The Gezi Park protests were a milestone for Erdoğan
As the Gezi protests were unraveling, Erdoğan's cabinet ministers urged him to allow the protesters, including the opposition leader Kılıçdaroğlu to march. Erdoğan gave in. But this was the moment when he turned against everyone, except for his family.
In June 2013, the Gezi Park demonstrations began in Istanbul. Back then, the leader of the main opposition Republican People's Party (CHP) Kemal Kılıçdaroğlu cancelled a meeting in Kadıköy and went straight to Taksim to attend the protests.
The police lifted the barricades to allow Kılıçdaroğlu to enter. Later, the police left Taksim Square altogether. On that same day, the then-prime minister Recep Tayyip Erdoğan said he would let the protesters march from Beşiktaş to Taksim.
While few outlets covered the thousands of people marching across the Bosphorus Bridge, including Kılıçdaroğlu in the early hours of June 1, 2013, Erdoğan's statement about allowing the protesters to march featured as a top story in all news organs.
But what motivated the Prime Minister to make such a decision?
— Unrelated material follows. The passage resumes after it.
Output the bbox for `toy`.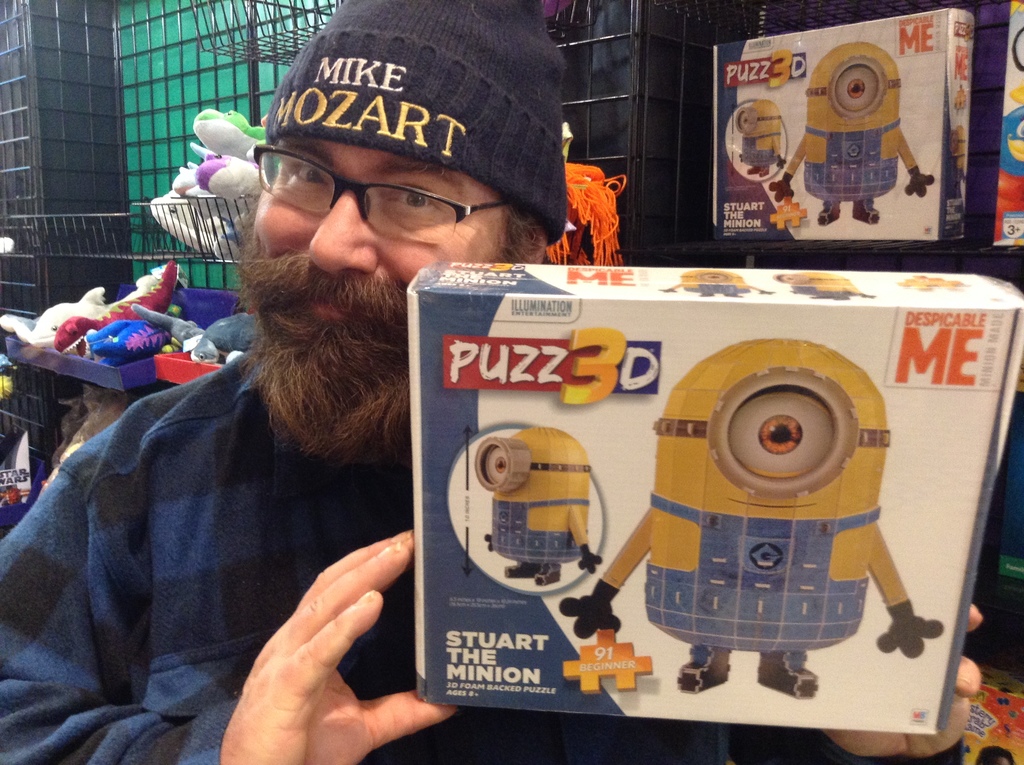
609, 342, 966, 698.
A cabinet minister at the time told me about the process.
Erdoğan initially refused to lift the police barricades and did not want to allow thousands of protesters and the CHP leader Kılıçdaroğlu to march to Taksim. His cabinet ministers went at great lengths to convince him otherwise. They allegedly told Erdoğan that if Kılıçdaroğlu was exposed to pepper gas in Taksim, his government would fall. The Prime Minister snapped back at them.
Then, President Abdullah Gül called Erdoğan. Gül told him the best thing to do would be to lift the barricades and allow Kılıçdaroğlu to march. Erdoğan put down the phone with an unsettled expression on his face. He turned to those in the room and said, “You have all joined together and done things behind my back.”
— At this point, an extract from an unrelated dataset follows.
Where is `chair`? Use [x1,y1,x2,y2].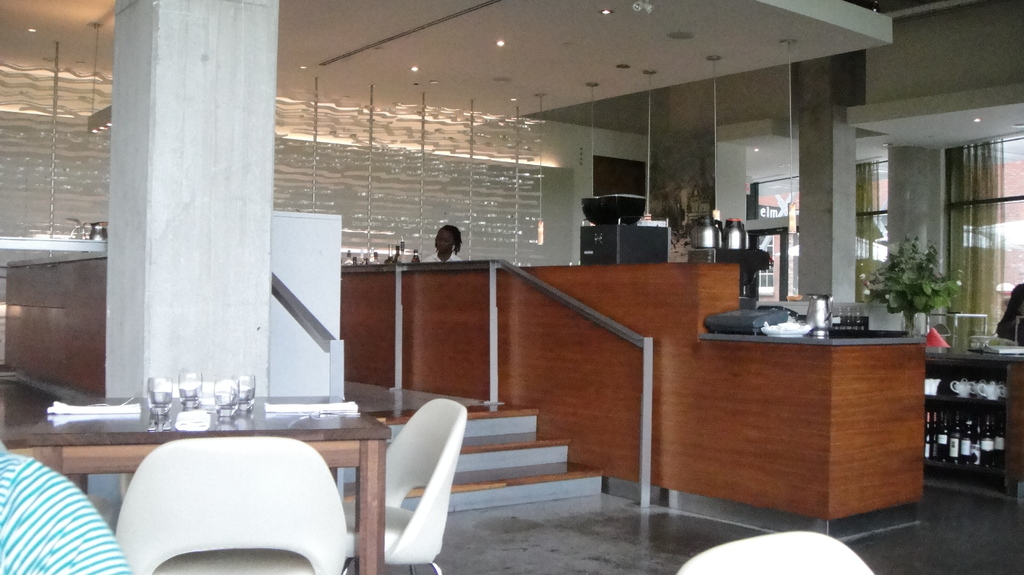
[113,434,351,574].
The politician who told me this anecdote said this moment marked a milestone. "When we realized the prime minister’s state of mind, we all went through a shock. He was openly saying that he did not trust even his closest colleagues he had been doing politics with for years. We were so sad that some of us found some excuses to give up on the program with him that day."
If one considers this incident, Erdoğan's reactions during that tense period and the events that happened immediately after, the Gezi park protests might be the milestone when Erdoğan decide to trust only his family members.
On Feb. 18, the Gezi Park trial resulted in surprise acquittals at Silivri, near Istanbul. Can this be a breakthrough for the society that is stifled and fed up with the single-man regime?
Civil society leader and philanthropist Osman Kavala was under arrest for 840 days at the Gezi Park trial. 15 other defendants were tried without arrest. In the trial on Tuesday, nine defendants, including Kavala, were acquitted of all charges, the files of those defendants who were abroad were separated from this trial and their arrest warrants were withdrawn.
The authorities of our times are responsible for creating this atmosphere in which a democratic demand for rights can be tried with a life sentence. They owe an apology to everybody that participated and lost their lives or were injured in the Gezi Park resistance, as well as to their families and to those proud defendants at the Gezi trials.
Note: After this piece was written, Osman Kavala was re-detained in connection with an investigation related to the July 2016 coup attempt. Kavala was given an apology for the 840 days he served for Gezi Park charges. Our grotesque judiciary system continues to ruin people's lives.